Turkey has said it is investigating whether another country, possibly Iran, was involved in an kaboom that killed nine people near Syria earlier this week. The announcement reflects concern about spillover from the war in Syria as well as increasing tension with Iran, a regional power that supports Syrian Hereditary President-for-Life Bashir Pencilneck al-Assad
Scourge of Qusayr...
Turkey blamed a Kurdish rebel group, the PKK, for the attack in the southern city of Gaziantep. In a separate incident near the Iraqi border, Turkish media reported Thursday that five soldiers and 16 Kurdish cut-throats died in a nighttime ambush of a military convoy and an ensuing operation by security forces.
 
Some Turkish officials allege there are links between the PKK, which denied it carried out the bombing, and Syrian intelligence. Turkey backs the Syrian opposition in its war with forces loyal to Assad, and relations between Ankara and Damascus
...The City of Jasmin is the oldest continuously-inhabited city in the world. It has not always been inhabited by the same set of fascisti...
have sharply deteriorated since the conflict began in March 2011.
 
In an interview Wednesday night with CNN-Turk television, Deputy Prime Minister Bulent Arinc left open the possibility that Iran might be a culprit in Monday's bombing near a cop shoppe in Gaziantep.
 
"It's not just about Syria, connected to it or limited to it," Arinc said. "All foreign elements who may be involved in our geography."
 
Asked if that included Iran, he said: "It could be Iran, it could be here or it could be there."

Turkey and Iran have expanded trade in past years and tamped down their traditional rivalry, but sharp differences over the Syrian conflict as well as Turkey's decision to host a NATO
...the North Atlantic Treaty Organization. A cautionary tale of cost-benefit analysis....
radar that would send a warning if Iran fires missiles have led to increasingly tense rhetoric on both sides.
 
Hossein Naghavi, front man for Iran's parliamentary committee on national security and foreign policy, suggested that Turkey was jeopardizing its own security with its Syria policy and that the bombing in Gaziantep was the result of "terrorist groups" that were reacting to its position.
 
"Turkey is now facing an internal crisis and it would be better for it to solve its own domestic problems rather than intervening and expressing hostile remarks" against Syria, Naghavi said Tuesday in remarks carried by ICANA, the news website of the Iranian parliament.
 
In July, Turkish media reported that a dozen people suspected of links to the al-Qaeda network were tossed in the clink
Book 'im, Mahmoud!
in southern cities, including Gaziantep.

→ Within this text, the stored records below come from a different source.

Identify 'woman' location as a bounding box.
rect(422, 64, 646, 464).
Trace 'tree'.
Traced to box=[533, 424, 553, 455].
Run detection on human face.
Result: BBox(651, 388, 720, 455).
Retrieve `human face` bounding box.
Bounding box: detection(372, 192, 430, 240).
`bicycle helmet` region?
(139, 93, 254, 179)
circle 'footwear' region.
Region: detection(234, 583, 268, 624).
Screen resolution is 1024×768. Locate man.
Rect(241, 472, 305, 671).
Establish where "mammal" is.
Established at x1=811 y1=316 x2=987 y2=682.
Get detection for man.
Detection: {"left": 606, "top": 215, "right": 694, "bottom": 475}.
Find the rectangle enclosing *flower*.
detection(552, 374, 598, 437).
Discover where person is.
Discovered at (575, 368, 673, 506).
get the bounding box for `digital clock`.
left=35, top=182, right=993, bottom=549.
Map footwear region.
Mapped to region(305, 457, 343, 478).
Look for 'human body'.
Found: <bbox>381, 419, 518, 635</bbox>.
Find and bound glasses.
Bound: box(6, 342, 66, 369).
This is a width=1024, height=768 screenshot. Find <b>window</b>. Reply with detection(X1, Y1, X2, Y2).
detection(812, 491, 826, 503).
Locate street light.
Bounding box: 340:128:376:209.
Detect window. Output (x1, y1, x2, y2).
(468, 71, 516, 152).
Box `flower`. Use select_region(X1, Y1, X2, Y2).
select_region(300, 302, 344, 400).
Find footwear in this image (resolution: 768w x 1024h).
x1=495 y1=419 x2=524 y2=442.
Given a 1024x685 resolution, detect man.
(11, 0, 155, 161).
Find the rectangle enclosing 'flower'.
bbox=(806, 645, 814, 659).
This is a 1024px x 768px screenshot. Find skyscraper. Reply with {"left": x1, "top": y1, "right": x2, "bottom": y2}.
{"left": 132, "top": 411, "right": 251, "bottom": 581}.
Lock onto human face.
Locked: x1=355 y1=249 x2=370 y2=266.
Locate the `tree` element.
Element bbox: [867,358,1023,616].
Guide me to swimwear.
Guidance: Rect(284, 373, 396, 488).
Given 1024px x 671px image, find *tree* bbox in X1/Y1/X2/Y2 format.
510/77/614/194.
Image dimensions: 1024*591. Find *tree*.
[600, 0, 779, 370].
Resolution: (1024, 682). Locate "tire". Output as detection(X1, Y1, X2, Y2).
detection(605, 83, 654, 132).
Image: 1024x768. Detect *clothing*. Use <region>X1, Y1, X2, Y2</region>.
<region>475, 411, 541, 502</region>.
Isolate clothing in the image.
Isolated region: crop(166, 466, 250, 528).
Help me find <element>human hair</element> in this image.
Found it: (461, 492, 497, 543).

US officials and others worry that Syria could become a new foothold for cut-throats inspired by al-Qaeda who are currently fighting on the opposition's side.
 
In an analysis published just before the Gaziantep bombing, Stratfor, a US research center, said Turkey faced the possibility of a backlash.
 
"If Ankara is expanding its involvement in Syria, it will do so in a measured fashion because it will be fearful of pushback from the Syrian regime and Iran via the Kurds," the report said.